State Dept. Won’t Confirm Human Rights Part of Talks with North Korean Terrorist Envoy

The Associated Press
The Associated Press

The State Department, in its regular briefing Tuesday, refused to confirm whether Secretary of State Mike Pompeo would advocate for the human rights of the North Korean people while meeting with Kim Yong-chol, the highest-ranking envoy from Pyongyang to visit America in almost two decades, this week.

Kim Yong-chol is a “specially designated person” under the laws of the U.S. Treasury’s Office of Foreign Assets Control, which prohibits Americans from dealing with him generally. State Department spokesperson Heather Nauert confirmed Tuesday that any waivers necessary to make it possible for Kim to visit New York had been issued.

“North Korean Vice Chairman of the Central Committee Kim Yong-chol is arriving in New York and will meet with Secretary Pompeo later this week. We also have a U.S. delegation meeting with the North Korean delegation in the DMZ,” Nauert told reporters Tuesday. When asked what the two delegations would discuss, Nauert refused to “get into all of the nitty-gritty” of their meetings, but did confirm they were discussing different topics, both related to the scheduled June 12 meeting between President Donald Trump and dictator Kim Jong-un. She also confirmed that the State Department was planning as if the meeting was going to happen despite Trump’s letter to Kim last week canceling the summit.

On Kim Yong-chol’s travel particularly, Nauert asserted that “whatever was necessary was, in fact, done” to make it legal for Kim to enter the country and for Pompeo to engage him, despite U.S. Treasury sanctions. “There is an interagency process that allows for this kind of travel, this type of official travel to take place. We are making sure that we are in compliant with all of our own rules,” Nauert added.

Asked about the potential for human rights to be part of the discussion with the North Korean delegation, Nauert refused to confirm or deny that the topic was on the docket.

“We have a lot of very important matters to discuss with the Government of North Korea, chiefly the denuclearization of the Korean Peninsula. Beyond that, I’m not going to get into any of the specifics. We’ll see how all of this goes,” she told reporters. Pressed for a clearer answer on whether human rights will be on the table, she added, “I’m not saying that it will be; I’m not saying it won’t be. We’re just not going to get ahead of the Secretary’s meetings that start this week.”

The Trump administration has placed the issue of human rights in North Korea far down on the list of priorities in ongoing talks with the rogue communist regime. Trump and Pompeo, along with other high-ranking officials, have repeatedly stated that their goal is to negotiate a situation where North Korea ends its illegal nuclear weapons program and stops regularly threatening to destroy parts of the United States with nuclear strikes. Under Kim Jong-un, North Korea has threatened to use a nuclear weapon on Guam, San Francisco, Washington, DC, and the mainland United States generally in a pre-emptive strike.

The North Korean regime is also considered the most repressive in the world by many human rights experts. While denuclearization has remained the top priority for U.S. diplomats, the Department of State excoriated the Kim regime in its annual International Religious Freedom Report for 2017, published Tuesday. The report estimated that up to 45 percent of the Christian population of North Korea is currently toiling in the country’s sprawling concentration camps, where the Kim regime punishes crimes ranging from holding a religious belief to being suspected of insufficient enthusiasm for the Kim family. The report also accused North Korea of “arbitrary executions, political prison camps, and torture amounting to crimes against humanity.”

Kim Yong-chol, who is at press time flying to New York to meet Pompeo, has spent much of his career plotting crimes outside of North Korea. The United States designated his work at the head of North Korea’s intelligence agency “an unusual and extraordinary threat to the national security, foreign policy, and economy of the United States.” In South Korea, conservatives consider him a terrorist, most notably for allegedly orchestrating the torpedoing of the Cheonan, a South Korean navy ship, in which 46 people died. During a work trip to South Korea this year, Kim introduced himself as “the man you blame for the sinking of the Cheonan,” according to the North Korean monitor site 38 North.

“Kim Yong Chol is a diabolical war criminal who attacked the South,” the parliamentary Floor leader of South Korea’s conservative Liberty Korea Party, Kim Sung-tae, said this year following Pyongyang’s announcement it would send Kim to the 2018 Winter Olympics. “He deserves death by hanging in the street.”

Pompeo is scheduled to meet Kim either Wednesday and Thursday, depending on when he lands in the country, returning to Washington on Thursday, Nauert said.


Exercise requirements →
Copy every line that holds the string "Notch" from the data below.

————————

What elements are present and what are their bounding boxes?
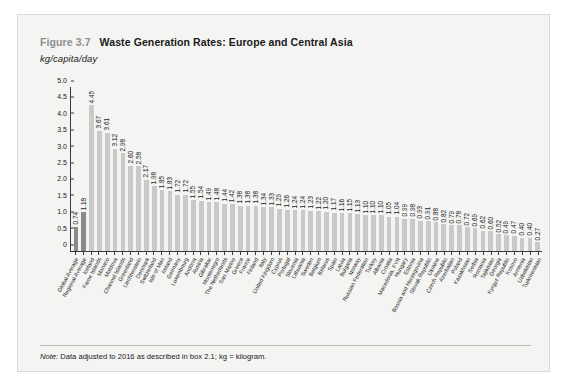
bar-slot: 1.10 — [369, 87, 377, 251]
bar-slot: 1.13 — [354, 87, 362, 251]
bar-slot: 1.18 — [80, 87, 88, 251]
bar-slot: 1.22 — [315, 87, 323, 251]
bar-slot: 2.60 — [127, 87, 135, 251]
y-tick-label: 2.0 — [57, 175, 71, 182]
bar-value-label: 1.85 — [159, 176, 165, 188]
bar-value-label: 1.55 — [190, 186, 196, 198]
bar-value-label: 1.15 — [347, 199, 353, 211]
note-text: Data adjusted to 2016 as described in bo… — [58, 352, 266, 361]
bar-slot: 1.16 — [338, 87, 346, 251]
bar-slot: 1.54 — [197, 87, 205, 251]
bar-slot: 1.98 — [150, 87, 158, 251]
bar-value-label: 0.88 — [433, 208, 439, 220]
y-tick-label: 3.0 — [57, 142, 71, 149]
bar-value-label: 0.47 — [511, 221, 517, 233]
figure-subtitle: kg/capita/day — [40, 53, 535, 64]
bar-value-label: 1.16 — [339, 199, 345, 211]
figure-number: Figure 3.7 — [40, 36, 91, 48]
bar-slot: 0.62 — [479, 87, 487, 251]
bar-value-label: 4.45 — [88, 91, 94, 103]
bar-value-label: 1.72 — [182, 180, 188, 192]
bar-value-label: 1.29 — [276, 194, 282, 206]
bar-value-label: 0.49 — [503, 220, 509, 232]
figure-title: Waste Generation Rates: Europe and Centr… — [100, 36, 353, 48]
bar-value-label: 2.60 — [127, 151, 133, 163]
bar-value-label: 1.17 — [331, 198, 337, 210]
bar-value-label: 1.18 — [81, 198, 87, 210]
bar-slot: 1.42 — [229, 87, 237, 251]
bar-value-label: 1.24 — [300, 196, 306, 208]
bar: 0.74 — [74, 227, 79, 251]
bar-value-label: 1.10 — [362, 200, 368, 212]
bar-value-label: 1.13 — [355, 199, 361, 211]
figure-header: Figure 3.7Waste Generation Rates: Europe… — [40, 32, 535, 64]
bar-value-label: 0.60 — [488, 217, 494, 229]
bar-slot: 0.27 — [534, 87, 542, 251]
y-tick-label: 5.0 — [57, 77, 71, 84]
bar-slot: 0.74 — [72, 87, 80, 251]
bar-value-label: 1.38 — [253, 191, 259, 203]
bar-slot: 1.55 — [189, 87, 197, 251]
bar-slot: 1.38 — [252, 87, 260, 251]
y-tick-label: 3.5 — [57, 126, 71, 133]
bar-value-label: 1.48 — [214, 188, 220, 200]
bar-slot: 3.12 — [111, 87, 119, 251]
bar-slot: 0.99 — [401, 87, 409, 251]
footer-divider — [40, 345, 531, 346]
bar-value-label: 3.67 — [96, 116, 102, 128]
note-label: Note: — [40, 352, 58, 361]
y-tick-label: 1.5 — [57, 191, 71, 198]
bar-value-label: 1.98 — [151, 172, 157, 184]
figure-page: Figure 3.7Waste Generation Rates: Europe… — [0, 0, 567, 386]
bar-slot: 1.29 — [276, 87, 284, 251]
x-slot: Turkmenistan — [534, 252, 542, 327]
bar-value-label: 1.05 — [386, 202, 392, 214]
bar-slot: 1.15 — [346, 87, 354, 251]
bar-value-label: 1.10 — [370, 200, 376, 212]
chart-area: 00.51.01.52.02.53.03.54.04.55.0 0.741.18… — [42, 87, 542, 327]
bar-value-label: 1.42 — [229, 190, 235, 202]
bar-value-label: 2.17 — [143, 165, 149, 177]
bar-slot: 1.04 — [393, 87, 401, 251]
bar-value-label: 0.62 — [480, 216, 486, 228]
bar-value-label: 0.74 — [73, 212, 79, 224]
bar-slot: 0.60 — [487, 87, 495, 251]
bar-slot: 1.24 — [299, 87, 307, 251]
bar-value-label: 1.24 — [292, 196, 298, 208]
bar-value-label: 1.26 — [284, 195, 290, 207]
bar-slot: 1.10 — [362, 87, 370, 251]
bar-value-label: 1.10 — [378, 200, 384, 212]
bar-value-label: 0.69 — [472, 214, 478, 226]
y-tick-label: 0 — [63, 241, 71, 248]
bar: 2.98 — [121, 153, 126, 251]
y-tick-label: 4.5 — [57, 93, 71, 100]
bar-value-label: 1.38 — [237, 191, 243, 203]
title-line: Figure 3.7Waste Generation Rates: Europe… — [40, 32, 535, 50]
x-axis-labels: Global AverageRegional AverageIcelandFar… — [71, 252, 542, 327]
bar-slot: 1.49 — [205, 87, 213, 251]
bar-slot: 1.23 — [307, 87, 315, 251]
bar-slot: 1.34 — [260, 87, 268, 251]
bar-value-label: 1.04 — [394, 202, 400, 214]
bar-slot: 1.48 — [213, 87, 221, 251]
y-tick-label: 0.5 — [57, 224, 71, 231]
bar-value-label: 1.83 — [167, 177, 173, 189]
bar-value-label: 1.38 — [245, 191, 251, 203]
bar: 1.33 — [269, 207, 274, 251]
bar-slot: 1.83 — [166, 87, 174, 251]
bar-value-label: 0.91 — [425, 207, 431, 219]
bar-slot: 2.98 — [119, 87, 127, 251]
figure-note: Note: Data adjusted to 2016 as described… — [40, 352, 266, 361]
bar-value-label: 0.93 — [417, 206, 423, 218]
y-tick-label: 1.0 — [57, 208, 71, 215]
bar-value-label: 3.12 — [112, 134, 118, 146]
bar-value-label: 1.34 — [261, 193, 267, 205]
bar-slot: 0.91 — [424, 87, 432, 251]
bar-slot: 1.20 — [323, 87, 331, 251]
bar-value-label: 2.98 — [120, 139, 126, 151]
bar-value-label: 1.54 — [198, 186, 204, 198]
bar: 3.61 — [105, 133, 110, 251]
bar-slot: 1.72 — [174, 87, 182, 251]
bar-value-label: 0.98 — [409, 204, 415, 216]
bar-slot: 1.85 — [158, 87, 166, 251]
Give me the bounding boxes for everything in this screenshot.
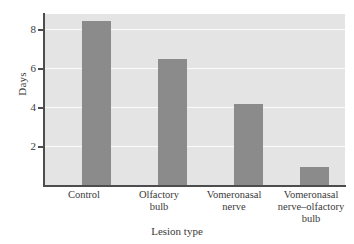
- x-tick-label-control: Control: [46, 189, 122, 201]
- bar-chart-figure: Days 8 6 4 2 Control Olfactory bulb Vome…: [0, 0, 354, 244]
- x-tick-label-line: Vomeronasal: [192, 189, 276, 201]
- plot-area: [44, 14, 345, 185]
- x-tick-label-vomeronasal-nerve-olfactory-bulb: Vomeronasal nerve–olfactory bulb: [268, 189, 354, 225]
- x-tick-label-line: nerve: [192, 201, 276, 213]
- x-axis-line: [43, 185, 346, 187]
- bar-vomeronasal-nerve-olfactory-bulb: [300, 167, 329, 185]
- x-tick-label-line: bulb: [120, 201, 198, 213]
- y-tick-6: [38, 68, 44, 70]
- x-axis-title: Lesion type: [0, 225, 354, 237]
- y-tick-2: [38, 146, 44, 148]
- x-tick-label-line: Control: [46, 189, 122, 201]
- y-tick-label-8: 8: [14, 24, 36, 35]
- bar-control: [82, 21, 111, 185]
- y-tick-4: [38, 107, 44, 109]
- y-axis-line: [43, 13, 45, 186]
- x-tick-label-line: Olfactory: [120, 189, 198, 201]
- x-tick-label-line: nerve–olfactory: [268, 201, 354, 213]
- x-tick-label-vomeronasal-nerve: Vomeronasal nerve: [192, 189, 276, 213]
- x-tick-label-line: Vomeronasal: [268, 189, 354, 201]
- y-tick-label-6: 6: [14, 63, 36, 74]
- bar-vomeronasal-nerve: [234, 104, 263, 185]
- y-tick-label-2: 2: [14, 141, 36, 152]
- x-tick-label-olfactory-bulb: Olfactory bulb: [120, 189, 198, 213]
- bar-olfactory-bulb: [158, 59, 187, 185]
- x-tick-label-line: bulb: [268, 213, 354, 225]
- y-tick-8: [38, 29, 44, 31]
- y-tick-label-4: 4: [14, 102, 36, 113]
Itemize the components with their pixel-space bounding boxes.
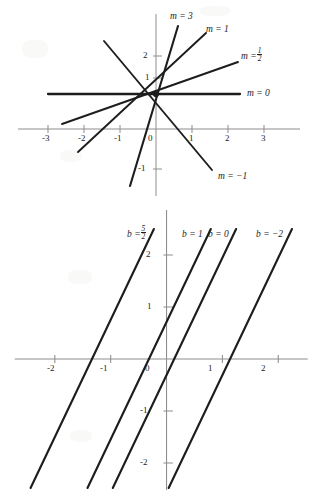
line-m-3 [130,26,178,186]
top-ytick--1: -1 [138,164,146,173]
fraction-denominator: 2 [257,54,263,63]
top-chart-panel: -3 -2 -1 0 1 2 3 2 1 -1 m = 3 m = 1 m =1… [0,0,312,200]
five-halves-fraction: 52 [141,225,147,241]
line-m-neg-1 [104,41,212,170]
top-xtick-2: 2 [225,134,230,143]
top-y-ticks [153,56,162,169]
bottom-xtick--1: -1 [100,364,108,373]
bottom-xtick-2: 2 [261,364,266,373]
label-m-one-half: m =12 [241,48,262,64]
label-b-1: b = 1 [182,230,203,240]
bottom-chart-svg [0,200,312,496]
top-xtick-3: 3 [261,134,266,143]
bottom-ytick--1: -1 [140,406,148,415]
label-m-1: m = 1 [206,25,229,35]
bottom-ytick-2: 2 [146,250,151,259]
top-xtick--3: -3 [42,134,50,143]
top-xtick-0: 0 [148,134,153,143]
origin-node [153,91,159,97]
label-m-3: m = 3 [170,12,193,22]
fraction-denominator: 2 [141,232,147,241]
bottom-chart-panel: -2 -1 0 1 2 2 1 -1 -2 b =52 b = 1 b = 0 … [0,200,312,496]
label-b-five-halves: b =52 [127,226,146,242]
label-b-five-halves-prefix: b = [127,229,141,239]
top-xtick--1: -1 [114,134,122,143]
one-half-fraction: 12 [257,47,263,63]
label-b-0: b = 0 [208,230,229,240]
bottom-ytick--2: -2 [140,458,148,467]
bottom-xtick-1: 1 [208,364,213,373]
top-xtick--2: -2 [78,134,86,143]
fraction-numerator: 5 [141,225,147,233]
top-chart-svg [0,0,312,200]
top-ytick-2: 2 [143,51,148,60]
figure-root: -3 -2 -1 0 1 2 3 2 1 -1 m = 3 m = 1 m =1… [0,0,312,496]
label-b-neg-2: b = −2 [256,230,283,240]
label-m-one-half-prefix: m = [241,51,257,61]
fraction-numerator: 1 [257,47,263,55]
label-m-0: m = 0 [247,89,270,99]
line-m-1 [78,33,206,152]
bottom-xtick--2: -2 [47,364,55,373]
bottom-xtick-0: 0 [145,364,150,373]
bottom-ytick-1: 1 [147,302,152,311]
label-m-neg-1: m = −1 [218,172,247,182]
top-ytick-1: 1 [145,73,150,82]
top-xtick-1: 1 [189,134,194,143]
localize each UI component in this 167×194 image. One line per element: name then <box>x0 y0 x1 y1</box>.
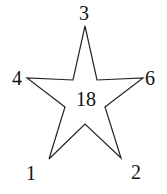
label-bottom-right: 2 <box>131 162 141 182</box>
label-bottom-left: 1 <box>26 163 36 183</box>
star-diagram: 3 4 6 18 1 2 <box>0 0 167 194</box>
label-right: 6 <box>145 68 155 88</box>
label-top: 3 <box>79 3 89 23</box>
center-value: 18 <box>76 89 96 109</box>
label-left: 4 <box>12 68 22 88</box>
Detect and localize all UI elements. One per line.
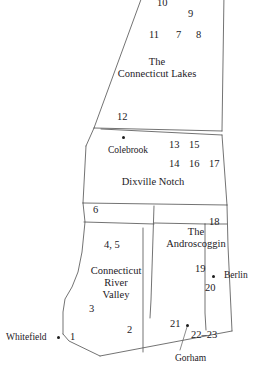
region-number-7: 7 bbox=[176, 29, 181, 41]
region-number-6: 6 bbox=[93, 204, 98, 216]
region-number-22-23: 22–23 bbox=[191, 329, 217, 341]
region-number-17: 17 bbox=[209, 158, 220, 170]
boundary-outer-right-dixville bbox=[222, 135, 227, 205]
city-dot-whitefield bbox=[57, 336, 60, 339]
map-root: The Connecticut Lakes Dixville Notch The… bbox=[0, 0, 257, 379]
gorham-leader-line bbox=[180, 327, 187, 350]
region-number-8: 8 bbox=[196, 29, 201, 41]
region-number-3: 3 bbox=[89, 303, 94, 315]
boundary-dixville-south bbox=[83, 203, 227, 205]
region-number-14: 14 bbox=[169, 158, 180, 170]
region-number-12: 12 bbox=[117, 111, 128, 123]
region-label-line2: Androscoggin bbox=[166, 238, 226, 250]
city-dot-gorham bbox=[186, 324, 189, 327]
boundary-valley-androscoggin bbox=[150, 206, 154, 318]
region-number-13: 13 bbox=[169, 139, 180, 151]
region-label-line2: Connecticut Lakes bbox=[118, 68, 196, 80]
city-dot-berlin bbox=[212, 275, 215, 278]
boundary-outer-left-dixville bbox=[83, 146, 86, 203]
boundary-outer-right-lower bbox=[227, 205, 232, 331]
region-label-line1: The bbox=[166, 226, 226, 238]
boundary-six-south bbox=[84, 222, 154, 224]
boundary-outer-left-twelve bbox=[86, 128, 94, 146]
city-label-gorham: Gorham bbox=[175, 353, 206, 364]
region-number-21: 21 bbox=[170, 318, 181, 330]
city-dot-colebrook bbox=[122, 136, 125, 139]
city-label-colebrook: Colebrook bbox=[108, 145, 148, 156]
boundary-eighteen-west bbox=[154, 223, 205, 224]
region-label-dixville-notch: Dixville Notch bbox=[122, 176, 185, 188]
region-number-11: 11 bbox=[149, 29, 159, 41]
region-label-line2: River bbox=[91, 277, 142, 289]
region-label-line3: Valley bbox=[91, 289, 142, 301]
region-number-16: 16 bbox=[189, 158, 200, 170]
region-number-15: 15 bbox=[189, 139, 200, 151]
boundary-outer-bottom-left bbox=[63, 334, 100, 356]
region-number-20: 20 bbox=[205, 282, 216, 294]
region-number-18: 18 bbox=[209, 216, 220, 228]
region-label-line1: The bbox=[118, 56, 196, 68]
region-label-androscoggin: The Androscoggin bbox=[166, 226, 226, 250]
region-label-connecticut-river-valley: Connecticut River Valley bbox=[91, 265, 142, 300]
boundary-outer-left-six bbox=[63, 203, 85, 334]
region-number-10: 10 bbox=[157, 0, 168, 9]
city-label-berlin: Berlin bbox=[224, 270, 248, 281]
region-number-9: 9 bbox=[188, 8, 193, 20]
region-number-2: 2 bbox=[127, 324, 132, 336]
region-label-line1: Dixville Notch bbox=[122, 176, 185, 188]
region-number-4-5: 4, 5 bbox=[104, 239, 120, 251]
region-number-1: 1 bbox=[70, 331, 75, 343]
city-label-whitefield: Whitefield bbox=[6, 332, 47, 343]
boundary-outer-right-upper bbox=[222, 0, 224, 131]
region-label-connecticut-lakes: The Connecticut Lakes bbox=[118, 56, 196, 80]
region-number-19: 19 bbox=[195, 263, 206, 275]
region-label-line1: Connecticut bbox=[91, 265, 142, 277]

————————

Answer section →
map-root: The Connecticut Lakes Dixville Notch The… bbox=[0, 0, 257, 379]
region-label-dixville-notch: Dixville Notch bbox=[122, 176, 185, 188]
region-label-line1: Dixville Notch bbox=[122, 176, 185, 188]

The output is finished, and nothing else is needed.